03.02.2025
The Power of Language: How Metaphors Dehumanize Migration
03.02.2025
The Power of Language: How Metaphors Dehumanize Migration
In an Instagram post, Luisa Neubauer points out the problems associated with the language and metaphors used about people with a refugee background. (See here)
The law proposed by the CDU in the Bundestag is called the "Zustrombegrenzungsgesetz” (Influx Limitation Act). In her video, Luisa Neubauer highlights that far-right circles tend to describe refugees using "hydraulic language," employing language such as “The boat is full”, “The dams have broken”, or “Waves of refugees.” Such language completely strips away the human dimension of migration and portrays it as a force of nature: “The influx is coming – we must control it, just as we must control nature and minorities, stand against them, and contain them.”
However, these metaphors are not just problematic because they dehumanize people; they are also a deliberate tool of manipulation. The images evoked by such linguistic choices are designed to simplify complex issues while triggering precisely the emotions that suit a particular political agenda. By framing migration as an uncontrollable force of nature, even extreme state actions can be presented as necessary and without alternatives—while the public is reduced to passive spectators who can only wait, watch, and hope for the best.
Language is never neutral. When we use metaphors, we immerse ourselves in what we are discussing in the broader context of collective experiences shaped by tradition and usage. Such fusions between extralinguistic references and accumulated meaning occur constantly in speech. However, in political discourse, metaphors are often used in ways that deliberately steer the audience’s emotions in a specific direction. They impose a particular perspective on reality that we do not always consciously recognize.
The power of politically successful metaphors lies in their ability to consolidate and amplify widely shared experiences and thought models. They make complex and often incomprehensible issues seem suddenly plausible by breaking them down into simple, familiar images. Their reach is vast, and their effect is often subconscious.
At the same time, the connotative charge that linguistic signs carry in current usage is always a blend of long-established meanings and newly attached references. In the realm of political rhetoric, there is no clear boundary between literal and metaphorical meaning—the transitions are fluid. Before our eyes, the connotations of terms like reform are constantly shifting. What makes an expression appear metaphorical is not its imagery alone but its deviation from an already established, and thus largely invisible, pattern of usage.
We all know how powerful language and its semantics are. The fact that today, metaphors originally used to describe natural disasters are still applied to people who are forced to leave their homes due to existential hardship is discriminatory—and it must stop.
Even more insidious is the attempt to exploit people's legitimate fears about climate change to stoke fear of refugees. Using language that unconsciously evokes images of floods and tsunamis is utterly irresponsible!
Something must be done about this. We must continuously examine these types of metaphors for their semantics and, when necessary, call them out. These metaphors are not just problematic, they are often inherently violent. They constitute a form of linguistic violence deliberately directed against people. This kind of violent communication must be critically reflected upon and challenged.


WHAT IS REQUIRED | For each line below that includes the string "their", show the whole line.

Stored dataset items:
★ ★ ★ ★

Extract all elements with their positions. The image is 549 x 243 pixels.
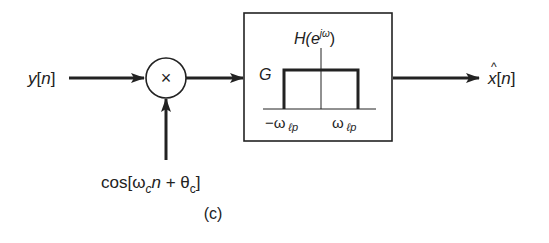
multiplier-node: × xyxy=(146,58,186,98)
filter-title: H(ejω) xyxy=(294,28,335,47)
input-signal-label: y[n] xyxy=(27,69,55,88)
svg-text:x[n]: x[n] xyxy=(487,69,515,88)
gain-label: G xyxy=(259,66,271,83)
lowpass-filter-block: H(ejω) G −ωℓp ωℓp xyxy=(244,13,392,141)
figure-caption: (c) xyxy=(204,205,223,222)
carrier-label: cos[ωcn + θc] xyxy=(101,173,201,196)
multiply-icon: × xyxy=(161,68,172,88)
output-signal-label: ^ x[n] xyxy=(487,60,515,88)
demodulator-block-diagram: y[n] × cos[ωcn + θc] (c) H(ejω) G −ωℓp ω… xyxy=(0,0,549,243)
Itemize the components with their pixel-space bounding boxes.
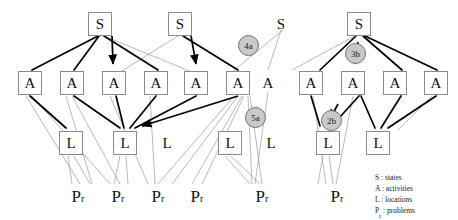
activity-node-a7[interactable]: A	[256, 71, 280, 95]
activity-node-label: A	[25, 76, 36, 91]
location-node-l7[interactable]: L	[366, 131, 390, 155]
annotation-badge-5a[interactable]: 5a	[245, 107, 266, 128]
problem-node-label: P	[191, 188, 200, 205]
location-node-label: L	[225, 136, 234, 151]
problem-node-p2[interactable]: Pr	[104, 186, 132, 206]
location-node-label: L	[66, 136, 75, 151]
activity-node-label: A	[233, 76, 244, 91]
state-node-label: S	[355, 17, 363, 32]
problem-node-subscript: r	[265, 194, 268, 204]
problem-node-label: P	[256, 188, 265, 205]
problem-node-subscript: r	[81, 194, 84, 204]
activity-node-a8[interactable]: A	[299, 71, 323, 95]
activity-node-a9[interactable]: A	[341, 71, 365, 95]
annotation-badge-4a[interactable]: 4a	[238, 35, 259, 56]
activity-node-label: A	[431, 76, 442, 91]
state-node-s3[interactable]: S	[269, 12, 293, 36]
location-node-l1[interactable]: L	[59, 131, 83, 155]
activity-node-a3[interactable]: A	[102, 71, 126, 95]
activity-node-a1[interactable]: A	[18, 71, 42, 95]
location-node-l5[interactable]: L	[259, 131, 283, 155]
problem-node-subscript: r	[161, 194, 164, 204]
activity-node-label: A	[348, 76, 359, 91]
location-node-label: L	[162, 136, 171, 151]
problem-node-p4[interactable]: Pr	[183, 186, 211, 206]
activity-node-label: A	[263, 76, 274, 91]
location-node-label: L	[323, 136, 332, 151]
activity-node-label: A	[67, 76, 78, 91]
activity-node-label: A	[306, 76, 317, 91]
activity-node-label: A	[191, 76, 202, 91]
legend-row-locations: L : locations	[375, 194, 415, 205]
activity-node-a5[interactable]: A	[184, 71, 208, 95]
location-node-l4[interactable]: L	[218, 131, 242, 155]
diagram-canvas: S S S S A A A A A A A A A A A L L L L L …	[0, 0, 458, 220]
activity-node-a11[interactable]: A	[424, 71, 448, 95]
activity-node-label: A	[151, 76, 162, 91]
legend: S : states A : activities L : locations …	[375, 172, 415, 220]
location-node-label: L	[266, 136, 275, 151]
problem-node-label: P	[112, 188, 121, 205]
legend-row-activities: A : activities	[375, 183, 415, 194]
problem-node-subscript: r	[121, 194, 124, 204]
state-node-s2[interactable]: S	[168, 12, 192, 36]
legend-row-states: S : states	[375, 172, 415, 183]
problem-node-p1[interactable]: Pr	[64, 186, 92, 206]
annotation-badge-label: 4a	[244, 41, 253, 51]
problem-node-label: P	[152, 188, 161, 205]
problem-node-subscript: r	[340, 194, 343, 204]
problem-node-p6[interactable]: Pr	[323, 186, 351, 206]
problem-node-p5[interactable]: Pr	[248, 186, 276, 206]
location-node-l3[interactable]: L	[155, 131, 179, 155]
legend-row-problems: Pr : problems	[375, 205, 415, 220]
activity-node-a4[interactable]: A	[144, 71, 168, 95]
location-node-label: L	[373, 136, 382, 151]
location-node-l2[interactable]: L	[113, 131, 137, 155]
activity-node-a10[interactable]: A	[383, 71, 407, 95]
problem-node-p3[interactable]: Pr	[144, 186, 172, 206]
activity-node-label: A	[109, 76, 120, 91]
activity-node-a6[interactable]: A	[226, 71, 250, 95]
annotation-badge-label: 2b	[327, 116, 336, 126]
annotation-badge-2b[interactable]: 2b	[321, 110, 342, 131]
activity-node-a2[interactable]: A	[60, 71, 84, 95]
problem-node-label: P	[331, 188, 340, 205]
location-node-label: L	[120, 136, 129, 151]
problem-node-label: P	[72, 188, 81, 205]
state-node-label: S	[96, 17, 104, 32]
state-node-label: S	[176, 17, 184, 32]
state-node-label: S	[277, 17, 285, 32]
state-node-s1[interactable]: S	[88, 12, 112, 36]
location-node-l6[interactable]: L	[316, 131, 340, 155]
legend-problem-value: : problems	[381, 206, 415, 215]
legend-problem-subscript: r	[379, 213, 381, 219]
activity-node-label: A	[390, 76, 401, 91]
problem-node-subscript: r	[200, 194, 203, 204]
state-node-s4[interactable]: S	[347, 12, 371, 36]
annotation-badge-label: 5a	[251, 113, 260, 123]
annotation-badge-3b[interactable]: 3b	[345, 43, 366, 64]
annotation-badge-label: 3b	[351, 49, 360, 59]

★ ★ ★ ★

RESPONSE TO THIS EXERCISE |
Extract all elements with their positions. The image is 549 x 243 pixels.
Itemize the components with their pixel-space bounding boxes.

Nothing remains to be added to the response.